2) The ordinary means. Donne has a rich and complex sense of the "ordinary" as it applies to God means, participation in formal, corporate worship. The ordinary means are God's accommodation of his ways to the human condition, the ordinary. The ordinary is the best way to take care of the everyday, regular course of things. The ordinary is nonetheless imbued with private inwardness. In part, Donne was responding to a pendulum swing toward the new emphasis on private piety to the point that, for some, it sometimes replaced corporate worship. He espoused conformance in balancing of bible-based with publicly authorized forms of practice. Despite this valuing of private spirituality, the "public ordinance" is the ordinary way, and the lay piety needs to be understood in relation to the public. In his second sermon preached at St.
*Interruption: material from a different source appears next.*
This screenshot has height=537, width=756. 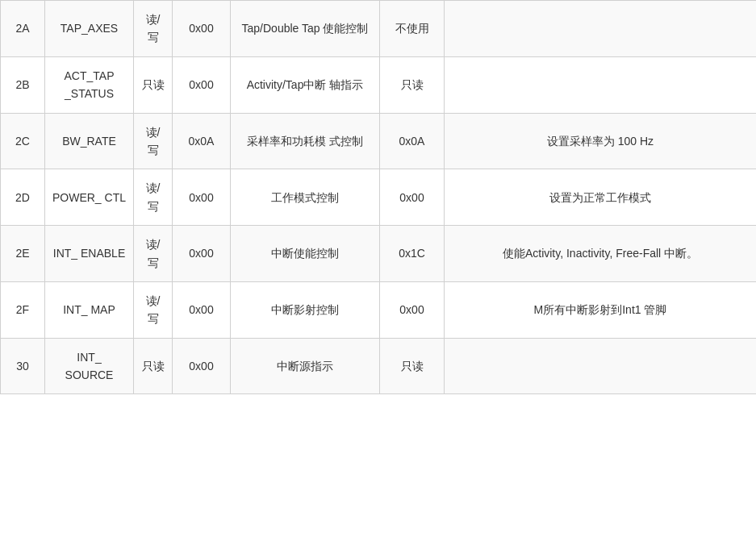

Dunstan's, Donne emphasizes the need to respect for the pastor, as children respect their parents, but at the same time the laity must come to the ministry of the pastor with considerable personal, private preparation (6.100). Donne recognizes the tendency for laity to put too much stock in their independent initiatives in piety and to presume too much. The “ordinary” lay person is high-functioning but humble. Donne collapses the binary of the "benighted" former piety and the new reformed piety with respect to matters of piety: papistry becomes the turning of habitual sins into idols.



Sunday, 8 February 2015

Program of the 2015 meeting of the John Donne Society

The annual conference of the John Donne society is fast approaching. In addition to another program full of fascinating papers, this conference features
  • a keynote by Brendan Kane (University of Connecticut) on "An imperial Donne-aire? Poems of possessing and dispossessing in early modern England and Ireland";
  • a reading of a new novel, Love's Alchemy: A John Donne Mystery, by Bryan Crockett (Loyola University, Maryland);
  • a presidential address by Kate Narveson (Luther College);
  • and a workshop on letterlocking with Jana Dambrogio (M.I.T) and Daniel Starza Smith (Lincoln College, Oxford).
The full program is available at the Society website.